Stephen King / A master of horror who finds terror in the everyday

 

Stephen King

Stephen King: a master of horror who finds terror in the everyday

Stephen King’s writing spans more than 40 years and more than 60 books, and while the content of his fiction varies widely, lying underneath it is a picture of the contemporary world that his “constant readers” devour, buying over 350m copies of his novels. This makes him one of the most successful authors in the world – not bad for an English teacher who threw his first novel in the bin to be rescued by his wife Tabitha, who convinced him to publish it.

Stephen King / How I wrote Carrie

 



Stephen King: How I wrote Carrie

This article is more than 11 years old
The author describes the inspirations for his first novel, and how the horror landmark – 40 years old this week – was very nearly destroyed

Stephen King
Friday 4 April 2014



While he was going to college my brother Dave worked summers as a janitor at Brunswick High. For part of one summer I worked there, too. One day I was supposed to scrub the rust-stains off the walls in the girls' shower. I noticed that the showers, unlike those in the boys' locker room, had chrome U-rings with pink plastic curtains attached.

‘She wrote the best first line – and the most chilling stories’: Stephen King on the dark brilliance of Daphne du Maurier This article is more than 4 months old

 


‘She wrote the best first line – and the most chilling stories’: Stephen King on the dark brilliance of Daphne du Maurier

This article is more than 4 months old

From Rebecca to The Birds and scores more creepy short stories, Du Maurier was queen of the uncanny, writes the US horror maestro


Stephen King

Sunday 28 Septiembre de 2025


Last night I dreamt I went to Manderley again.” It’s one of the most well-known first lines ever written in a novel. Certainly the most memorable; I used it myself as an epigram in my novel Bag of Bones. Daphne du Maurier also wrote what may be the best first line in a tale of the uncanny and outre. Her classic story The Birds opens with this: “On December the third the wind changed overnight and it was winter.” Short, chilly and to the point. It could almost be a weather report.

Sunday, February 1, 2026

Snakebite by Saba Sams

 


Snakebite

by Saba Sams


Lara liked a snakebite. She drank other things but this was her go-to. She was only in it to get fucked; she didn’t care about the taste. She admitted that to me freely, once I got to know her. I took a light interest in taste myself, but mostly I chose my booze by colour. I liked anything vibrant, Aperol or crème de menthe. I worked in a pub called the Queen’s Head and whenever things got depressing in there I’d pour myself a shot. My manager, Mark, rarely noticed. Unless the schoolgirls were in, he spent most of his time in the back, gambling on his own fruit machines.

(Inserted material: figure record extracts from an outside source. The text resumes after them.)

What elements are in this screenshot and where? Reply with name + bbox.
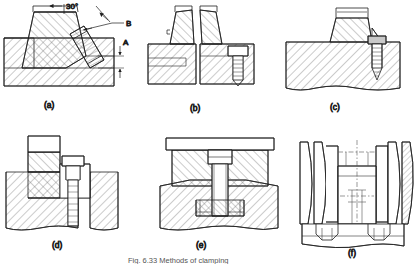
panel-c-caption: (c)	[330, 102, 340, 112]
panel-d-caption: (d)	[52, 240, 63, 250]
technical-figure: 30° B A (a)	[0, 0, 418, 264]
panel-c: (c)	[286, 8, 400, 112]
figure-canvas: 30° B A (a)	[0, 0, 418, 264]
panel-f: (f)	[300, 140, 413, 258]
wheel-left	[300, 142, 338, 224]
wheel-right	[376, 142, 413, 224]
panel-b: (b)	[148, 6, 254, 113]
panel-f-caption: (f)	[348, 248, 356, 258]
panel-e: (e)	[160, 138, 278, 250]
panel-b-caption: (b)	[190, 103, 201, 113]
panel-d: (d)	[6, 136, 118, 250]
panel-a-caption: (a)	[44, 100, 55, 110]
figure-caption: Fig. 6.33 Methods of clamping	[128, 256, 228, 264]
dimension-a-label: A	[123, 38, 129, 47]
panel-a: 30° B A (a)	[4, 2, 131, 110]
angle-label: 30°	[66, 2, 78, 11]
leader-b-label: B	[126, 19, 131, 28]
leader-b	[83, 23, 124, 30]
panel-e-caption: (e)	[196, 240, 207, 250]
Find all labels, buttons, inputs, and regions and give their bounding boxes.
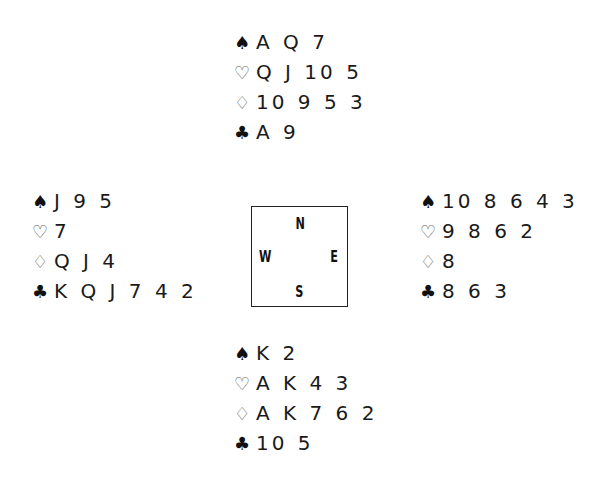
compass-north-label: N xyxy=(296,215,305,233)
north-hand: ♠A Q 7 ♡Q J 10 5 ♢10 9 5 3 ♣A 9 xyxy=(234,27,366,147)
east-spades: ♠10 8 6 4 3 xyxy=(420,186,578,216)
diamond-icon: ♢ xyxy=(420,247,442,277)
heart-icon: ♡ xyxy=(32,217,54,247)
north-spades: ♠A Q 7 xyxy=(234,27,366,57)
south-hand: ♠K 2 ♡A K 4 3 ♢A K 7 6 2 ♣10 5 xyxy=(234,338,377,458)
east-diamonds: ♢8 xyxy=(420,246,578,276)
south-clubs: ♣10 5 xyxy=(234,428,377,458)
club-icon: ♣ xyxy=(32,277,54,307)
club-icon: ♣ xyxy=(234,429,256,459)
compass-box: N W E S xyxy=(251,206,348,307)
east-hearts: ♡9 8 6 2 xyxy=(420,216,578,246)
compass-west-label: W xyxy=(259,248,271,266)
club-icon: ♣ xyxy=(234,118,256,148)
east-hand: ♠10 8 6 4 3 ♡9 8 6 2 ♢8 ♣8 6 3 xyxy=(420,186,578,306)
spade-icon: ♠ xyxy=(420,187,442,217)
west-hearts: ♡7 xyxy=(32,216,197,246)
south-diamonds: ♢A K 7 6 2 xyxy=(234,398,377,428)
compass-east-label: E xyxy=(330,248,338,266)
diamond-icon: ♢ xyxy=(234,88,256,118)
west-clubs: ♣K Q J 7 4 2 xyxy=(32,276,197,306)
south-spades: ♠K 2 xyxy=(234,338,377,368)
club-icon: ♣ xyxy=(420,277,442,307)
north-diamonds: ♢10 9 5 3 xyxy=(234,87,366,117)
heart-icon: ♡ xyxy=(234,369,256,399)
diamond-icon: ♢ xyxy=(32,247,54,277)
north-clubs: ♣A 9 xyxy=(234,117,366,147)
diamond-icon: ♢ xyxy=(234,399,256,429)
west-hand: ♠J 9 5 ♡7 ♢Q J 4 ♣K Q J 7 4 2 xyxy=(32,186,197,306)
spade-icon: ♠ xyxy=(32,187,54,217)
west-diamonds: ♢Q J 4 xyxy=(32,246,197,276)
heart-icon: ♡ xyxy=(234,58,256,88)
compass-south-label: S xyxy=(295,283,303,301)
east-clubs: ♣8 6 3 xyxy=(420,276,578,306)
heart-icon: ♡ xyxy=(420,217,442,247)
spade-icon: ♠ xyxy=(234,28,256,58)
north-hearts: ♡Q J 10 5 xyxy=(234,57,366,87)
south-hearts: ♡A K 4 3 xyxy=(234,368,377,398)
west-spades: ♠J 9 5 xyxy=(32,186,197,216)
spade-icon: ♠ xyxy=(234,339,256,369)
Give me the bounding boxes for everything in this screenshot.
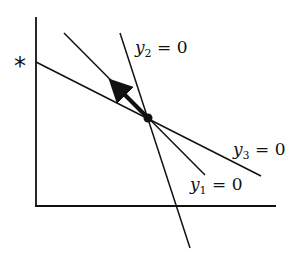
label-y3: y3 = 0 <box>232 139 285 162</box>
diagram-canvas: * y2 = 0 y3 = 0 y1 = 0 <box>0 0 296 259</box>
label-y1: y1 = 0 <box>189 174 242 197</box>
line-y2 <box>120 33 190 248</box>
label-y2: y2 = 0 <box>134 37 187 60</box>
asterisk-marker: * <box>14 52 26 80</box>
intersection-point <box>144 114 153 123</box>
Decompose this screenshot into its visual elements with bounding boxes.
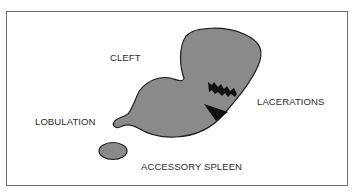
label-lacerations: LACERATIONS (257, 96, 324, 107)
label-lobulation: LOBULATION (35, 116, 95, 127)
spleen-body (113, 28, 261, 137)
label-cleft: CLEFT (110, 52, 141, 63)
accessory-spleen (99, 143, 127, 160)
label-accessory-spleen: ACCESSORY SPLEEN (141, 161, 242, 172)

Interview with Saba Sams, winner of the BBC Short Story

 

Saba Sams - BBC Story Prize winner
Saba Sams


Interview with Saba Sams, winner of the BBC Short Story


Interview by Sophie Haydock

The winner of 2022 BBC National Short Story Award was announced this week as London-based writer, Saba Sams. Following the announcement , we spoke to her about ‘Blue 4eva’ – the winning story.

A Conversation with Saba Sams



A Conversation with Saba Sams
by Madeleine Knowles



I wanted to start with a question about process because Gunk is your first novel and your last book, Send Nudes, was a short story collection, so I’d love to know whether your writing process changed at all? And were there any challenges when moving from short story to novel?

At 28, Saba Sams Is Britain’s Brightest Debut Novelist









At 28, Saba Sams Is Britain’s Brightest Debut Novelist


“The fear is that motherhood will completely annihilate everything else about you,” says author Saba Sams, 28, as we meet ahead of the publication of her debut novel, Gunk, and just eight weeks after the birth of her baby son, her third child in seven years.